With a background in computer animation, my relationship to the screen has been an intimate one. In my Filmscapes series, I extracted the single from the whole. When selecting frames as references for the paintings, I preferred to concentrate on my interpretation of the captured still, as opposed to the relevance of the frame within the original narrative. Splitting and duplicating the composition is one of the most interesting aspects of these paintings. While making the subject matter more dynamic, it also represents the passage of time, the subjective recollection of memories and more literally the film frames frozen between one and the next.

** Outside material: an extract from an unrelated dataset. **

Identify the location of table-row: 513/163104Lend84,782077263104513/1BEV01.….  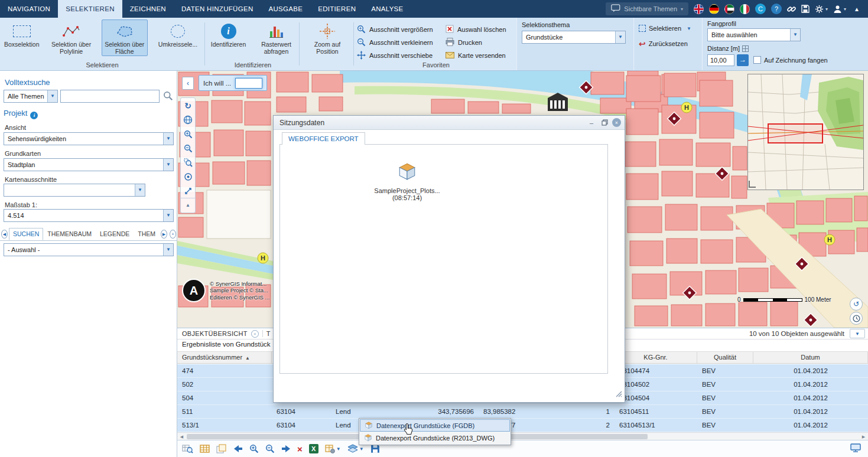
(522, 425).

See the filmscapes series paintings in the Gallery

A pause for reflection.

Filmscapes is a body of work born out of how the artist is emotionally engaged with, and aesthetically informed by what she sees, her immediate landscape being replete with moving images and film. With a background in animation and computer graphics, Dudek’s relationship to the screen has always been an intimate one. Through the juxtaposition of personal memories and cinematic imagery, like a line running parallel between the narrative of the film and her own experiences, or literally running through the painting between its composite split, her paintings touch on several themes central to the experience of contemporary life. Firstly, our internal repository of memorable images is a composite of real and constructed, fact and fiction, and our emotional engagement with cinema and art influences us just as powerfully as real life. Secondly, memories tend to hinge on one central defining image, and are often static like a still, but on recollection no two are ever exactly the same, and how we remember things depends on how we are feeling.

Many of the works capture motion suspended: women running (M. escapes to dream, William in pursuit), couples falling (Fire and Ice), or poised before a kiss (Secreto, Saving Clementine). Just as the narrative of a film is conveyed through a sequence of moving images, these paintings are an exploration of how a single moment from the world of a film can resonate beyond that microcosm with your own personal and emotional history. There is something arresting about these filmscapes, pulled from the sequence of narrative and re-contextualised within the group of paintings. Just as memories are fluid and dynamic, these stills are not defining moments in the film but points at which things could progress either way, mid-action where the before and after is unknown.

The paintings possess qualities that go beyond the literal interpretation of a still to the themes they connect with: they give pause for reflection. Mirrors, doors, and windows are constantly recurring signifiers in her paintings; foreheads in the rear view mirror, eyes looking at you through the windscreen, faces looking out from the bathroom mirror caught in a moment of intimacy. Crucially these paintings are not two fragments of stills in sequence, but one that has been cut up and reconfigured according to the internal balance of the composition. Whilst this physically engages the viewer by drawing their eyes up and down between the two parts, which have a certain element of crossover but no actual repetition, it draws them back into the wider theme of memory as something fluid.

This is further developed in her larger pieces, diptychs, which tell the same story from different perspectives. In the aptly named ‘Nothing happens, twice’ the same scene is reconstructed from the masculine and the feminine perspective and set side by side, again engaging the viewer in a dialogue between the two and highlighting the subtle but impenetrable differences between them. A Hopperesque loneliness pervades the scene, punctuated by the empty mirror behind them, like a blank canvas, inviting you to place your own impression there.